Lance Armstrong Optimistic About Return to France for Charity Bike Ride
Lance Armstrong has signed up for former England footballer and fellow cancer survivor Geoff Thomas's 'One Day Ahead' event, in which fundraisers will cover each stage of the 2015 Tour de France a day before the real race.
- Agence France-Presse
- Updated: June 11, 2015 10:26 am IST
Lance Armstrong expects a welcoming reception when he returns to France for a charity bike ride next month, despite the hostility he has faced in the country in previous years.
Armstrong has signed up for former England footballer and fellow cancer survivor Geoff Thomas's 'One Day Ahead' event, in which fundraisers will cover each stage of the 2015 Tour de France a day before the real race.
Armstrong, stripped of his seven Tour titles for a litany of doping offences, has been criticised by UCI president Brian Cookson and Team Sky general manager Dave Brailsford, among others, for getting involved.
But the controversial American expects no backlash from cycling fans in France and cites the doping cases at Kazakh team Astana as proof that the sport has bigger problems on its plate.
"I could be wrong -- I've been wrong plenty in my life -- but I've been to France since all this happened and if you walk into a cafe or a restaurant or walk down the street, that's not the reaction I get," Armstrong, who plans to take part in only "two or three" stages of the charity event, told a small group of reporters including AFP.
"People think I have this bitter relationship with the country, with its people. I like going there. I love France. The people are what they are. It's like any place. Some people are cool, some people aren't cool.
"I don't know Brian Cookson. I've never met him, never really had a conversation with him, don't know what his vision is for the sport. I don't know if he is even able to form a vision. I don't know anything about the man.
"But I do know that me and Geoff riding in France for this cause is the least of his problems."
- 'Adult conversation' -
He added: "I absolutely don't think cycling is in a better place. You guys (the media) can decide if he's done a good job, if he's been tough on Astana, whether he's stuck with his mission statement.
"Plenty of people would argue he's laid down on a lot of things. If he is making public comments, he needs to be talking about other things because this sport is not in a good place for a variety of reasons.
"A lot of it has to do -- perhaps some would say -- with me. But he doesn't need to worry about this."
Armstrong, 43 was speaking to journalists at his home in Aspen, Colorado, after inviting Thomas and a group of his charity riders to join him for a training weekend.
He says that the cycling community has nothing to fear from his involvement in Thomas's project and that he has no desire to become involved with the professional sport again.
But he feels that the Cycling Independent Reform Commission (CIRC) report into doping published earlier this year, to which he contributed, was a missed opportunity to draw a line in the sand.
"The thing comes out and it gets panned," he said. "It's almost dismissed. I know you don't think about the CIRC report unless someone brings it up, but we haven't had that adult conversation, I don't think."
Armstrong continues to feel aggrieved that Cookson and the UCI wrote him out of the record books, when other riders still have their names on the lists of winners despite positive drug tests.
- 'Voldemort' -
"Who's that character in Harry Potter they can't talk about? Voldemort? It's like that on every level," Armstrong said.
"If you watch the Tour on American TV, if you read about it, it's just as if you can't mention him. And that will not be the case forever, because it can't be the case forever. That won't work. People aren't stupid.
"When you look at the history books, everybody at this table knows what went on in the 1990s and 2000s, but if you see the results and you still see there's no winners, there's a bunch of seconds, thirds, fourths, fifths, that all just doesn't make any sense. Ten years from now, people aren't going to accept that."
Armstrong has also warned Cookson that he will not find it easy to rid the sport of former UCI president Hein Verbruggen, who ran cycling from 1991 to 2005 and was heavily implicated in the doping scandals of the era.
Cookson has called on the Dutchman to stand down as honorary president of the world governing body, which Verbruggen has refused to do.
"Cookson is not very good at taking people down," said Armstrong. "I wouldn't discount Hein Verbruggen if I was Brian Cookson.
"It's easy to say, 'Oh, he's an old guy, he's a little crazy, he says these weird things.' He's an old school guy.
"The way those guys work -- you think (world football governing body) FIFA is bad and we'd need another day going into IOC (International Olympic Committee) stuff -- we haven't heard the last of Hein Verbruggen.
"When his back is against the wall, he's going to come out swinging in whatever capacity that is."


Write out, word for word, the part of the listing below that opens with the line containing "pyautogui.click(x=<x>, y=<y>)" and closes with the line containing "The image size is (1440, 812).", keeping both of those lines and adding no others.

**RECORDS FOR THE EXERCISE**:
/---

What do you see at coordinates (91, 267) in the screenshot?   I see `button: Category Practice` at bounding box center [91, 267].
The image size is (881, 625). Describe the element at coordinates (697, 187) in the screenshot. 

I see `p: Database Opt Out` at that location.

\---
/---

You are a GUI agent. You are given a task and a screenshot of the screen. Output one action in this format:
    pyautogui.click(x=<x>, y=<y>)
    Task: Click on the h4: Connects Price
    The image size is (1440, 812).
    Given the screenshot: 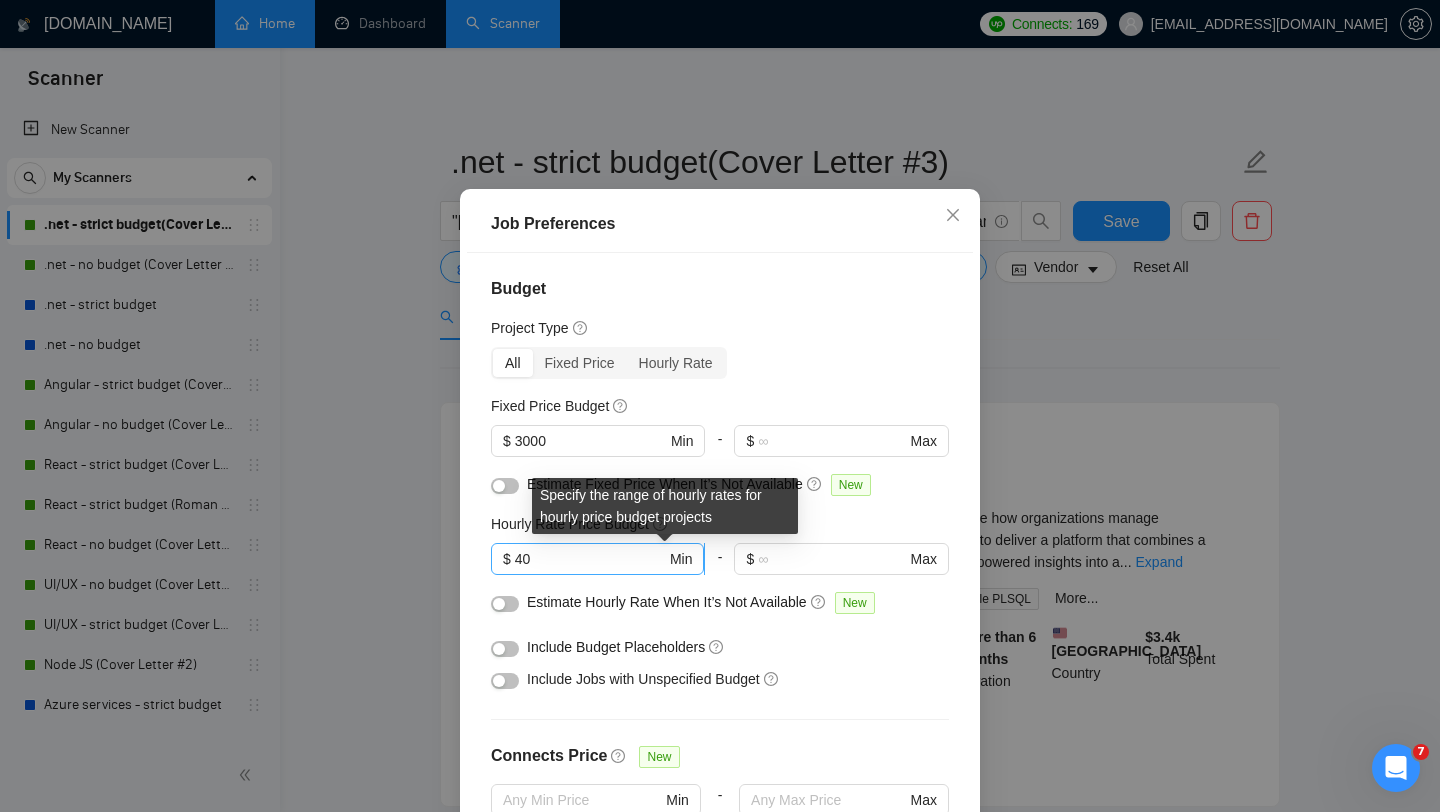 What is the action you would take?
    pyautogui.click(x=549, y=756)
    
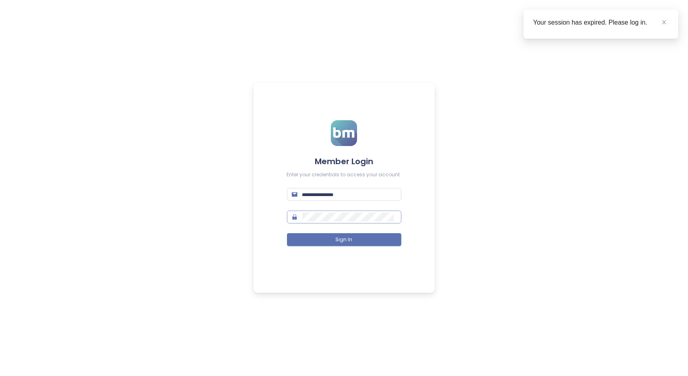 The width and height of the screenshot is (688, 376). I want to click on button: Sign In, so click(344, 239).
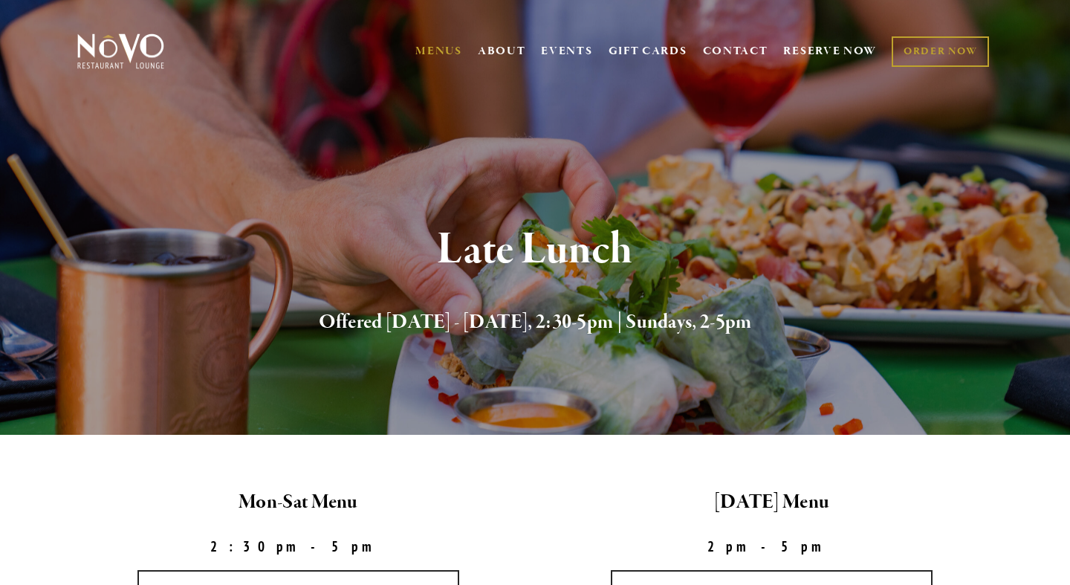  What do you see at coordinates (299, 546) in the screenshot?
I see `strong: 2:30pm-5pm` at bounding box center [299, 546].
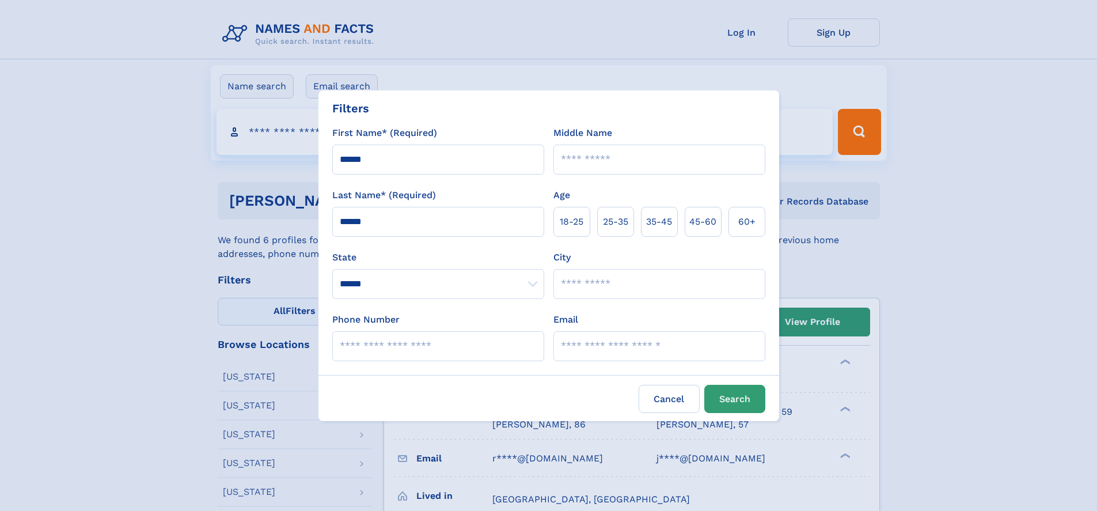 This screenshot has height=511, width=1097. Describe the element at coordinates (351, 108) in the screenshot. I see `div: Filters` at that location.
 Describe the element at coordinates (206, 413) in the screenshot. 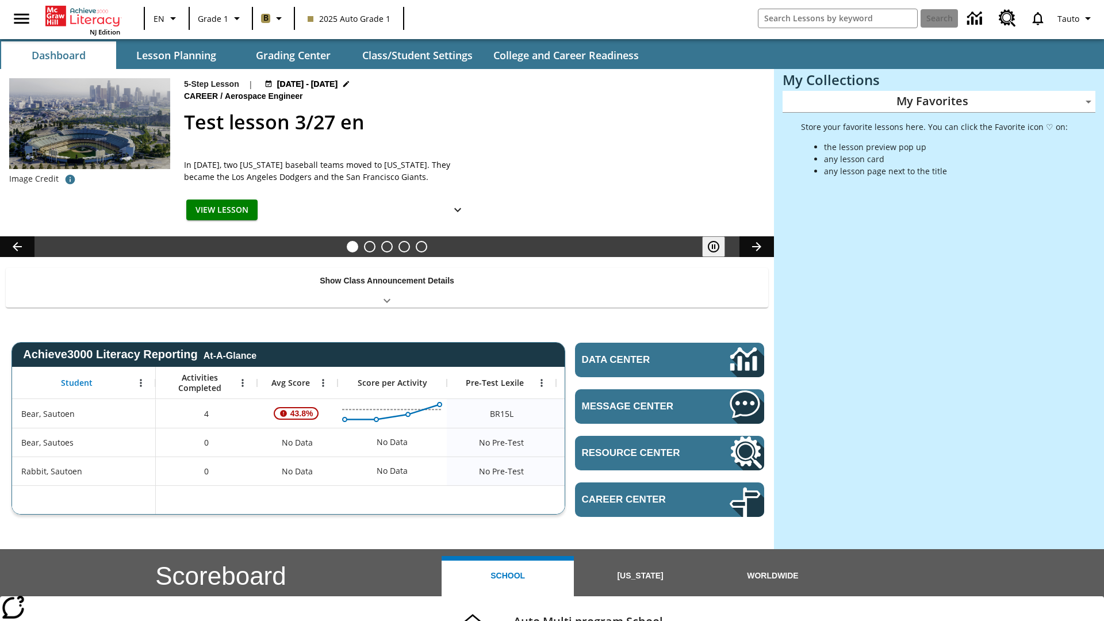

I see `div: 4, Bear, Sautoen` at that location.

\---

**ANSWER TO THE EXERCISE**:
    pyautogui.click(x=<x>, y=<y>)
    Task: Click on the h4: Connects Price
    The image size is (1440, 812).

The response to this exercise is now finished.